You will find similar happy endings invoked in dissent-free pieces of journalistic advocacy such as this recent bit in Time magazine. But what these articles (and there are lots of them) rarely grapple with is the possibility that parents fed up with being told what more to inject into their children will simply opt out of the penalizing institutions altogether, creating dangerous clusters of under-vaccination. Yes, we should blame silly people for believing vaccines cause autism and then acting recklessly on those beliefs, but if your goal is to increase vaccination rates, continuously adding new mandates seems counter-productive.
And let's not forget that effectiveness is not the only way we judge policy in a free society, particularly when that policy imposes a medical procedure under significant penalty. America would produce physically healthier children if the government mandated drug-testing for all expectant mothers, yet we rightly recoil from such intrusiveness (well, most of the time). Even nationalizing the current state and local immunization mandates is still seen as an invasion too far, from the president on down. Locating the proper line between intervention and recommendation, between herd immunity and individual agency, between protecting children and Protecting the Children, is difficult for everybody, not just libertarians.
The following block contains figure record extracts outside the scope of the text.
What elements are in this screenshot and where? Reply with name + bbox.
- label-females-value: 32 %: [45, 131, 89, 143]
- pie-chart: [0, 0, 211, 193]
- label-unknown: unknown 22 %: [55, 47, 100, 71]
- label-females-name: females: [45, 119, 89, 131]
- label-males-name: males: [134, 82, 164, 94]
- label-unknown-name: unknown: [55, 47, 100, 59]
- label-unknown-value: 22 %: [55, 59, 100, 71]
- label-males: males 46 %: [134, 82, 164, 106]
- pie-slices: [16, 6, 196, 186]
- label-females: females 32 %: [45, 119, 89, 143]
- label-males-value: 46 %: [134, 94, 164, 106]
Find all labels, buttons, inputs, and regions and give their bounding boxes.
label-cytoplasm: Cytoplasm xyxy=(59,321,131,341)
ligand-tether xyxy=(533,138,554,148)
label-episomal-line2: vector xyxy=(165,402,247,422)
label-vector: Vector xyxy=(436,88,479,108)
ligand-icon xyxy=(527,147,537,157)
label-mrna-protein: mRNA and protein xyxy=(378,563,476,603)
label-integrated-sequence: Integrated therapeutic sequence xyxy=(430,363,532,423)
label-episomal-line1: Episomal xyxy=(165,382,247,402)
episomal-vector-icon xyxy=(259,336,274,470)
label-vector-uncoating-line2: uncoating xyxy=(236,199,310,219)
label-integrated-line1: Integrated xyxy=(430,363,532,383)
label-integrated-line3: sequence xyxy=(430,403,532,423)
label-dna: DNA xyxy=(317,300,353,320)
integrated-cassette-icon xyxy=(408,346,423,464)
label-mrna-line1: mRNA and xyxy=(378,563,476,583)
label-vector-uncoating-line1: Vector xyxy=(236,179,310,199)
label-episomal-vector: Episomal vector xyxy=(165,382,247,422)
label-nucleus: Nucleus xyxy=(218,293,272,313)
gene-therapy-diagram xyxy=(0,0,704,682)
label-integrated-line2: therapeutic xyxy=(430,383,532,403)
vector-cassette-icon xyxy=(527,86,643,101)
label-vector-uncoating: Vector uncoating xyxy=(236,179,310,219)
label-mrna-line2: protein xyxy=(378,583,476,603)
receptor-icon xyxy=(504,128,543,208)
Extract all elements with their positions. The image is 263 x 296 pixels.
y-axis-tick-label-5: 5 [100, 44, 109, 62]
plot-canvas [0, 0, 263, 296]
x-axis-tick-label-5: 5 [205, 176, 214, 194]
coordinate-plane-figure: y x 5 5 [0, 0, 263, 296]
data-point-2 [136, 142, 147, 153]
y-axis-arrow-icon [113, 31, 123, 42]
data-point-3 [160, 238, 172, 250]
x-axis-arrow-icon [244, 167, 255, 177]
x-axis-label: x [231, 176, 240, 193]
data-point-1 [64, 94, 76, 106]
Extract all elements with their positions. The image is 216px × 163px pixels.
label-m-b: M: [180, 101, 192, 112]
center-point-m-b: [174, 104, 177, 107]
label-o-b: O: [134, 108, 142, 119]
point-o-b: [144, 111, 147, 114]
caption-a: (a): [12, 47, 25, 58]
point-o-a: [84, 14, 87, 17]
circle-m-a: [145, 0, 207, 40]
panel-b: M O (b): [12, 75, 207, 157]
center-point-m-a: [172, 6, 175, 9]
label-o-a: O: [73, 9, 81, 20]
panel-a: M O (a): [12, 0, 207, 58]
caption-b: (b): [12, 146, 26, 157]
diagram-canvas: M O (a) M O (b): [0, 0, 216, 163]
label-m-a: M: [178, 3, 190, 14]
We are better served having those debates over actually difficult questions—like whether Hep B* and flu vaccines should be mandatory, or what the terms of the various state/local opt-outs should be—rather than exiting the conversation after loudly appointing ourselves to Team Science. Rand Paul made a mistake when he mentioned "vaccines" and "profound mental disorders" in the same sentence (at least without the connective tissue of do not cause, so far as we know). But this passage of his in USA Today is not only persuasive (if defensive!), it's the gateway to a policy discussion that I think would prove more healthy in the long run than having a partisan laff at all the dum-dums:
I believe in vaccines. But I also believe in the doctors, parents and patients having a say in their healthcare. […]
It is possible to believe all of those things, whether or not the mainstream media chooses to believe it. Of course, their prejudice to supporting government power over freedom becomes quite evident at moments like this.
Don't miss our prescient cover forum of last year: "Should Vaccines Be Mandatory?"
* I elected for my newborn to have this shot last month, as I am both pro-vaccine and even less concerned with side effects than I am the almost zero chance of my infant being exposed to Hepatitis.